Beside the king stood an officer, bearing a cushion; on it lay the sword of Austerlitz. Marshal Soult handed it to the king, who, turning to Bertrand, said:
“General, I commission you to place the emperor’s glorious sword on the bier.”
And Bertrand, trembling with emotion, laid the sword reverently on his idol’s coffin. The great company watched the scene in deepest silence. The only sound which broke the stillness was the half-stifled sobs of the gray-haired soldiers of the Invalides, who stood in places of honor near the catafalque.
The king and the procession returned to their places, and then followed a majestic funeral mass. The Requiem of Mozart, as rendered that day by all the great singers of Paris, is one of the historic musical performances of France. The archbishop then sprinkled the coffin with holy water, the king taking the brush from him for the same sacred duty.
The funeral was over. Napoleon lay at last “on the banks of the Seine, among the people whom he had so loved.” For eight days after the ceremony the church remained open to the public, and in spite of the terrible cold thousands stood from morning until night waiting patiently their turn to enter. After hours of waiting, they frequently were sent away, only to come back earlier the next day. In this company were numbers of veterans of the imperial army who had made the journey to Paris from distant parts of the kingdom. In the delegation from Belgium were many who had walked part of the way, not being able to pay full coach fare.
Banquets and dinners followed the funeral. At one of these, a “sacred toast to the immortal memory” was drunk kneeling. In a dozen theatres of Paris the translation of the remains was dramatized. At the Porte Saint-Martin, the actor who took the part of Sir Hudson Lowe had a season of terror, he being in constant danger of violence from the wrought-up audience.
The advertising columns of the newspapers of the day blazed for weeks with announcements of Napoleonized articles; the holiday gifts prepared for the booths of the boulevards and squares, and for the magnificent shops of the Palais Royal and the fashionable streets, whatever their nature—to eat, to wear, to look at—were made up as memorials.
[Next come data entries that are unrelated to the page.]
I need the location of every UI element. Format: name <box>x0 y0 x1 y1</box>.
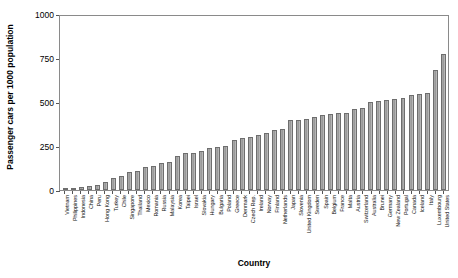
x-tick-mark <box>411 191 412 194</box>
x-label-slot: Japan <box>286 195 294 255</box>
x-label-slot: Slovakia <box>197 195 205 255</box>
x-tick-mark <box>354 191 355 194</box>
bar <box>215 147 220 191</box>
bar-series <box>60 16 448 190</box>
y-tick-label: 0 <box>18 186 54 196</box>
x-tick-mark <box>72 191 73 194</box>
x-label-slot: Peru <box>92 195 100 255</box>
x-tick-mark <box>427 191 428 194</box>
x-label-slot: United States <box>440 195 448 255</box>
bar-slot <box>351 16 359 190</box>
y-tick-label: 750 <box>18 54 54 64</box>
x-label-slot: Norway <box>262 195 270 255</box>
x-label-slot: Spain <box>319 195 327 255</box>
bar <box>272 130 277 190</box>
x-tick-mark <box>169 191 170 194</box>
bar <box>320 115 325 190</box>
bar <box>256 135 261 190</box>
x-label-slot: China <box>84 195 92 255</box>
bar <box>376 101 381 190</box>
bar <box>223 146 228 190</box>
bar-slot <box>198 16 206 190</box>
bar-slot <box>343 16 351 190</box>
x-tick-mark <box>233 191 234 194</box>
bar <box>240 138 245 190</box>
bar-slot <box>399 16 407 190</box>
bar <box>127 172 132 190</box>
x-tick-mark <box>257 191 258 194</box>
bar-slot <box>270 16 278 190</box>
bar <box>409 95 414 190</box>
x-label-slot: Belgium <box>327 195 335 255</box>
x-label-slot: Malta <box>343 195 351 255</box>
bar <box>63 188 68 190</box>
x-tick-mark <box>330 191 331 194</box>
bar <box>135 171 140 190</box>
bar-slot <box>310 16 318 190</box>
x-label-slot: Thailand <box>133 195 141 255</box>
x-label-slot: Israel <box>189 195 197 255</box>
x-label-slot: United Kingdom <box>302 195 310 255</box>
x-tick-mark <box>435 191 436 194</box>
x-tick-mark <box>193 191 194 194</box>
x-tick-mark <box>177 191 178 194</box>
bar-slot <box>335 16 343 190</box>
y-tick-label: 1000 <box>18 10 54 20</box>
bar-slot <box>69 16 77 190</box>
x-label-slot: Iceland <box>415 195 423 255</box>
x-tick-label: United States <box>444 195 450 227</box>
x-label-slot: Poland <box>222 195 230 255</box>
bar-slot <box>141 16 149 190</box>
bar <box>280 129 285 190</box>
bar <box>87 186 92 190</box>
bar <box>95 185 100 190</box>
bar-slot <box>367 16 375 190</box>
x-label-slot: Mexico <box>141 195 149 255</box>
x-label-slot: Hungary <box>205 195 213 255</box>
x-tick-mark <box>64 191 65 194</box>
bar-slot <box>327 16 335 190</box>
bar <box>111 178 116 190</box>
bar <box>433 70 438 190</box>
x-label-slot: Austria <box>351 195 359 255</box>
bar-slot <box>150 16 158 190</box>
x-tick-mark <box>201 191 202 194</box>
x-tick-mark <box>88 191 89 194</box>
bar-slot <box>93 16 101 190</box>
bar-slot <box>302 16 310 190</box>
x-label-slot: Slovenia <box>294 195 302 255</box>
x-tick-mark <box>387 191 388 194</box>
x-label-slot: Germany <box>383 195 391 255</box>
x-tick-mark <box>136 191 137 194</box>
x-tick-mark <box>120 191 121 194</box>
bar-slot <box>61 16 69 190</box>
bar-slot <box>77 16 85 190</box>
bar-slot <box>439 16 447 190</box>
x-tick-mark <box>80 191 81 194</box>
bar-slot <box>117 16 125 190</box>
bar <box>328 114 333 190</box>
bar-slot <box>262 16 270 190</box>
x-tick-mark <box>338 191 339 194</box>
x-axis-tick-labels: VietnamPhilippinesIndonesiaChinaPeruHong… <box>59 195 449 255</box>
bar-slot <box>254 16 262 190</box>
bar-slot <box>238 16 246 190</box>
bar-slot <box>85 16 93 190</box>
x-label-slot: Australia <box>367 195 375 255</box>
bar-slot <box>125 16 133 190</box>
bar <box>159 163 164 190</box>
x-tick-mark <box>96 191 97 194</box>
y-tick-label: 250 <box>18 142 54 152</box>
bar <box>304 119 309 190</box>
bar-slot <box>431 16 439 190</box>
bar <box>344 113 349 190</box>
x-label-slot: Russia <box>157 195 165 255</box>
bar <box>71 188 76 190</box>
x-label-slot: Czech Rep. <box>246 195 254 255</box>
bar-slot <box>230 16 238 190</box>
bar <box>264 133 269 190</box>
y-axis-tick-labels: 02505007501000 <box>18 0 54 278</box>
x-tick-mark <box>322 191 323 194</box>
bar <box>183 153 188 190</box>
bar <box>417 94 422 190</box>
Paris seemed to be Napoleon-mad.
In the February following the funeral, the coffin of Napoleon was transferred from the catafalque in the centre of the church to a chapelle ardente in the basement at one side. The chapel was richly draped in silk and gold, and hung with trophies. On the coffin lay the imperial crown, the emperor’s sword, and the hat which he had worn at Eylau, and which he had given to Gros when he ordered the battle of Eylau painted. Over the coffin waved the flags taken at Austerlitz.
Here Napoleon’s body lay until the mausoleum was finished. This magnificent structure was designed by Visconti, the eminent architect, who had planned the entire decorations of the 15th of December. Visconti utterly ignored the appropriations in executing the monument, ordering what he wanted, regardless of its cost. For the marble from which Pradier made the twelve colossal figures around the tomb, he sent to Carrara; the porphyry which was used to inclose the coffin, he obtained in Finland.
In this magnificent sepulchre Napoleon still sleeps. Duroc and Bertrand lie on either side of the entrance to the chamber, guarding him in death as in life; and to the right and left of the entrance to the church are the tombs of his brothers Jerome and Joseph. On the stones about him are inscribed the names he made glorious! over him are draped scores of trophies; attending him are the veterans of the Invalides.